A review by sharonleavy
Republic of Shame: Stories from Ireland's Institutions for 'Fallen Women by Caelainn Hogan

challenging dark emotional informative reflective sad slow-paced

5.0

 "Once I started working on this book, and mentioning it to people, it came to seem that everyone I knew had a friend, an aunt, a cousin, a classmate or a neighbour who had been sent to one of the institutions, or who had been born in one of them. This was not a subculture; this was a mainstream set of experiences, hidden in plain sight."


This was a difficult read that I took in chunks over several months. It's probably one of the hardest things I've read in my almost 34 years of reading. 

Saying that - I think it's a necessary one, especially if you are someone who doesn't know too much about Ireland's habit of locking women away in State-supported institutions to work their fingers to the bone while their children were taken from them. 

I genuinely think this should be on the school curriculum (instead of religion, perhaps - but that's a conversation for another day). 

Caelainn Hogan has done a tremendous amount of research to produce this book in a resepectful way. 

"If my mother had a hundred pounds, she could have bought me" will haunt me. 

My mother in law is from Tuam, and remembers being told to stay away from the children who came from the home in Tuam. People crossed the road to avoid "them lot". Children, innocent children, their only crime being born out of wedlock in Holy Catholic Ireland. 

I had to put the book down and walk away from it several times, but I screamed internally at the chapter about the Tuam closures where a Fianna Fáil TD argued AGAINST the closure because it would have had a negative financial impact on the area, and a doctor said Tuam "provides facilities for the Medical School at UCG" by way of medical experiments. 

I feel like shame is carried around by every Irish Catholic or formerly Catholic woman from the day we're old enough to realise what shame is. Ashamed of our bodies, ashamed of our wants or needs, ashamed of our choices, ashamed of our behaviour, ashamed of our emotions, ashamed of our voices, ashamed of our "sins", ashamed of ourselves. It's a rotten legacy. 

None of this will make you want to read this book, but I think everyone needs to. And think about Direct Provision while you're reading it and wondering how people let this happen.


Aim of the task:
Report how many lines of the records below include the word "Close". Give nothing but the number.

Component data from apps and pages
== Segment start ==
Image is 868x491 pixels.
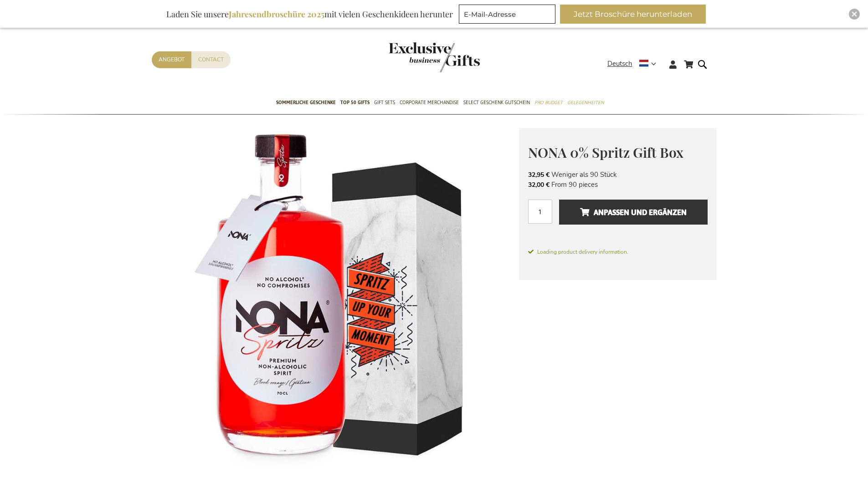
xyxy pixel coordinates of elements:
[459,5,555,24] input: E-Mail-Adresse
[340,92,370,115] a: TOP 50 Gifts
[528,144,683,161] span: NONA 0% Spritz Gift Box
[567,98,603,107] span: Gelegenheiten
[463,98,530,107] span: Select Geschenk Gutschein
[399,98,459,107] span: Corporate Merchandise
[388,43,480,72] img: Exclusive Business gifts logo
[459,5,558,27] form: marketing offers and promotions
[534,92,563,115] a: Pro Budget
[607,58,662,69] div: Deutsch
[567,92,603,115] a: Gelegenheiten
[559,200,706,225] button: Anpassen und ergänzen
[388,43,434,72] a: store logo
[528,180,707,190] li: From 90 pieces
[191,51,231,68] a: Contact
[229,9,324,20] b: Jahresendbroschüre 2025
[528,247,707,256] span: Loading product delivery information.
[276,92,336,115] a: Sommerliche geschenke
[374,92,394,115] a: Gift Sets
[534,98,563,107] span: Pro Budget
[163,5,457,24] div: Laden Sie unsere mit vielen Geschenkideen herunter
[152,51,191,68] a: Angebot
[848,9,859,20] div: Close
[528,200,552,224] input: Menge
[528,180,549,189] span: 32,00 €
[580,205,687,220] span: Anpassen und ergänzen
[340,98,370,107] span: TOP 50 Gifts
[528,170,549,179] span: 32,95 €
[374,98,394,107] span: Gift Sets
[607,58,632,69] span: Deutsch
[851,11,856,17] img: Close
[528,169,707,180] li: Weniger als 90 Stück
[463,92,530,115] a: Select Geschenk Gutschein
[276,98,336,107] span: Sommerliche geschenke
[560,5,705,24] button: Jetzt Broschüre herunterladen
[399,92,459,115] a: Corporate Merchandise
== Segment end ==
Reply to the task:
2